I am developing a web-api that takes data from client, and saves it for later use. Now i have an external system that needs to know of all events, so i want to setup a notification component in my web-api.
What i do is, after data is saved, i execute a SendNotification(message)
method in my new component. Meanwhile i don't want my client to wait or even know that we're sending notifications, so i want to return a 201 Created / 200 OK
response as fast as possible to my clients.
Yes this is a fire-and-forget scenario. I want the notification component to handle all exception cases (if notification fails, the client of the api doesn't really care at all).

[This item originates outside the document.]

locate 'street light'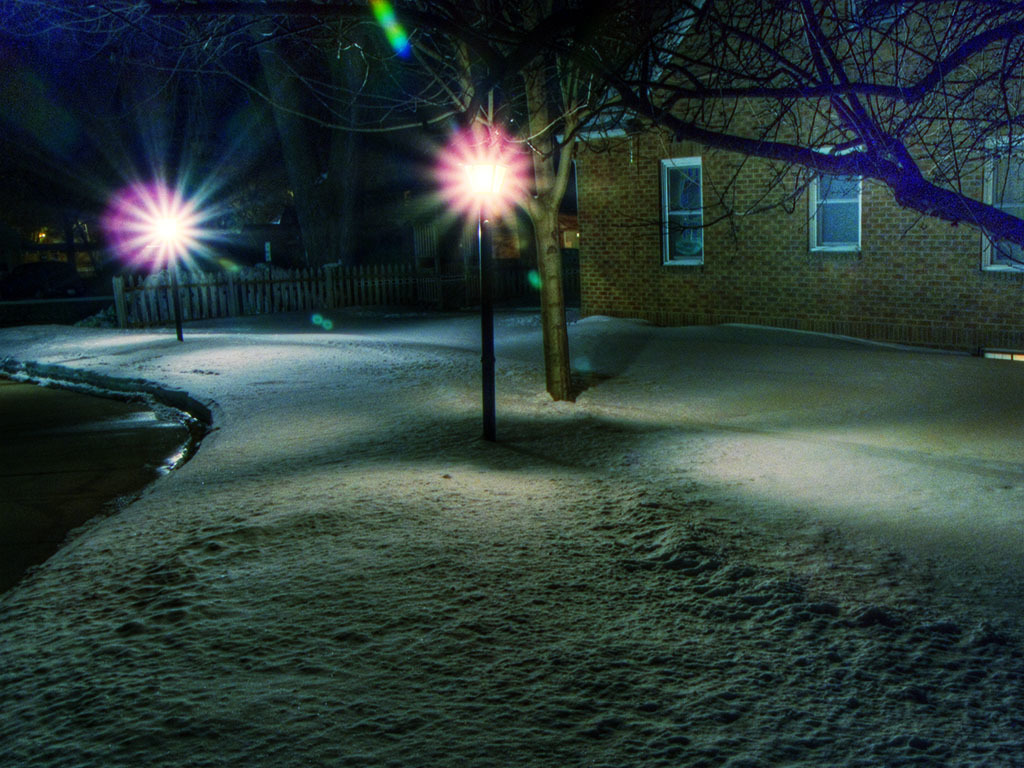
[121, 195, 200, 338]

I have tried using async/await
, but this does not work in the web-api, since when the request-thread terminates, the async operation does so aswell.
So i took a look at Task.Run()
.
My controller looks like so:
public IHttpActionResult PostData([FromBody] Data data) {
_dataService.saveData(data);
//This could fail, and retry strategy takes time.
Task.Run(() => _notificationHandler.SendNotification(new Message(data)));
return CreatedAtRoute<object>(...);
}
And the method in my NotificationHandler
public void SendNotification(Message message) {
//..send stuff to a notification server somewhere, syncronously.
}
I am relatively new in the C# world, and i don't know if there is a more elegant(or proper) way of doing this. Are there any pitfalls with using this method?
It really depends how long. Have you looked into the possibility of QueueBackgroundWorkItem as detailed here. If you want to implement a very fast fire and forget you also might want to consider a queue to pop these messages onto so you can return from the controller immediately. You'd then have to have something which polls the queue and sends out the notifications i.e. Scheduled Task, Windows service etc. IIRC, if IIS recycles during a task, the process is killed whereas with QueueBackgroundWorkItem there is a grace period for which ASP.Net will let the work item finish it's job.
I would take a look on Hangfire. It is fairly easy to setup, it should be able to run within your ASP.NET process and is easy to migrate to a standalone process in case your IIS load suddenly increases. I experimented with Hangfire a while ago but in standalone mode. It has enough docs and easy to understand API.